Catherine Tharin, a dance writer and scholar, programmed the event (as well as two programs later this year). This slate was curated by Diana Byer, who founded and ran New York Theatre Ballet for many years, stepping down recently. The works performed at Stissing proved a wonderful mix of the billed “masters”—Jerome Robbins, Martha Clarke, Richard Alston—plus young choreographer / 
dancers who may earn that moniker in the future: James Whiteside, Melissa Toogood, and dancers Treiber and Donohue. Scales played two musical interludes as well, making for a lively, packed 70-minute bill.

Mamborama, choreography by James Whiteside. Photo by Richard Termine,
courtesy of New York Theatre Ballet. Dancers: Amanda Treiber and Mónica Lima
in a 2022 performance at Florence Gould Hall


Byer is a renowned figure in the ballet world, and the dancers showed her Cecchetti style training, although not all of the pieces were strictly classical. The most balletic works were Robbins’ Rondo (with playful variations on pointe and big chainés and leaps) and Alston’s The Small Sonata, with dramatic archer poses and Amanda Treiber tenderly wrapping a leg around Julian Donahue—both radiant in their bejeweled, webby tunics. In Treiber’s Wind-Up, the women wore toe shoes as well, and Donahue joined them, creating playful, geometric shapes with a modern feel.

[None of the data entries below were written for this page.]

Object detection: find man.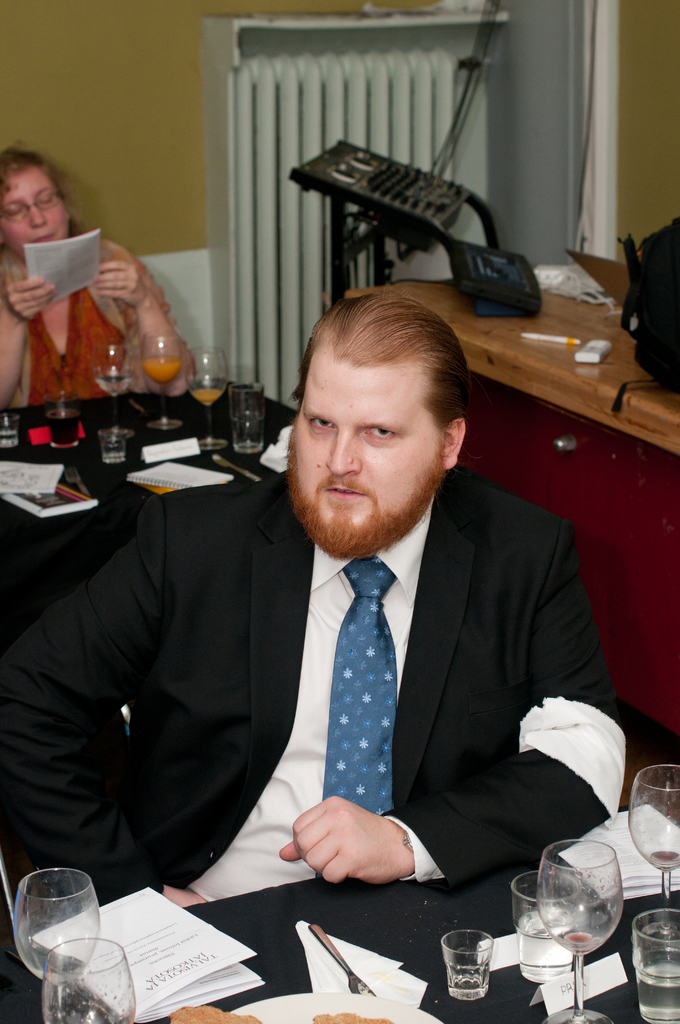
Rect(0, 129, 195, 418).
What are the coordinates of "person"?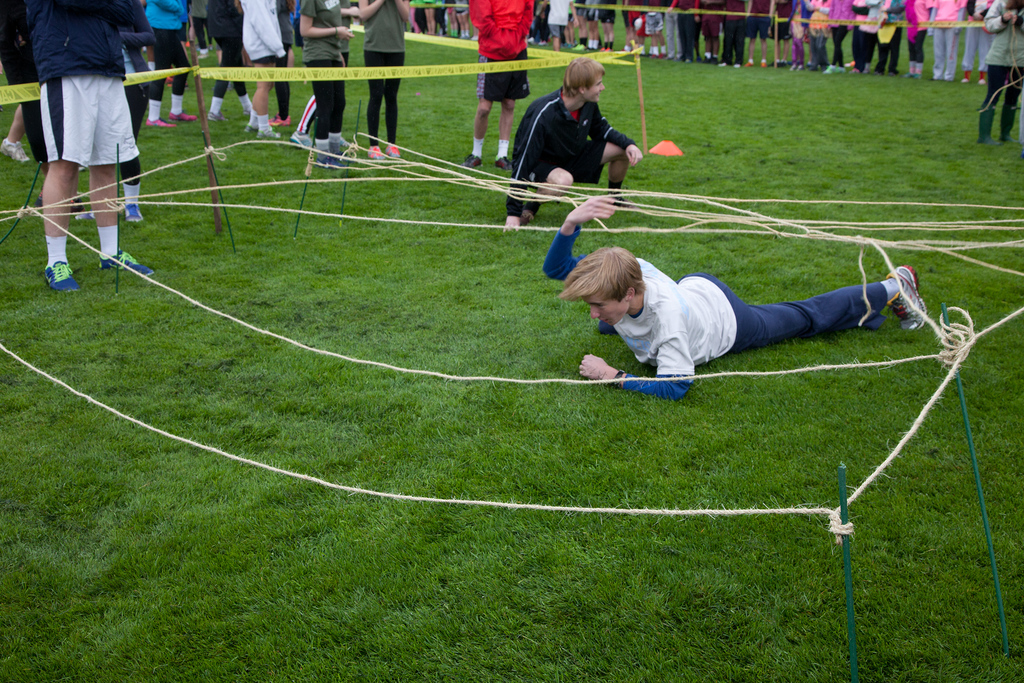
(461,0,531,167).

Martha Clarke’s dramatic flair marked Nocturne: wearing only a tulle skirt, head shrouded in gauze with eyeholes, Mónica Lima limped on, a defeated phantasm of a romantic ballerina. She covered her nakedness with her arms and skirt, trying to flap her vestigial wings, and collapsed. She untied the red ribbon from her neck, using it as a makeshift cane to hobble off. Haunting indeed, and a step beyond the proverbial dying swan. In Toogood’s A Study with Mónica, Lima knelt, palms flat on the stage, and drew her hands up her body and aloft, stretching keenly. Stillness was as important as movement, and precision key in a perfect low arabesque, arms levered in front.

The Small Sonata, choreography by Richard Alston. Photo by Richard Termine, courtesy of
New York Theatre Ballet. Dancers: Amanda Treiber and Julian Donahue in a
2020 performance at Danspace Project

In Square the Circle choreographed by Donahue, the foursome wore sneakers and bright, sporty separates. The movement was equally bold and space-eating, with the dancers uniting in a kind of square dance section. It vied for the flashiest dance on the slate with James Whiteside’s Mamborama (excerpt), with Lima and Treiber in sparkly, cabaret-style tunics and on pointe, zazzing it up with humorous puppy paw hands, snapping and counting fingers, and jazzy rhythmic interpretations.

Departing the Stissing Center, we were offered old-fashioned boxes of popcorn for the road. What a nice gesture after a satisfying, dense, buffet of dance. Two more dance offerings follow: Seoul-Mate, Korean traditional and contemporary dance on June 2, and The Bang Group, featuring David Parker’s contemporary work filled with drama, wit, and rhythm, on Oct 4 & 5.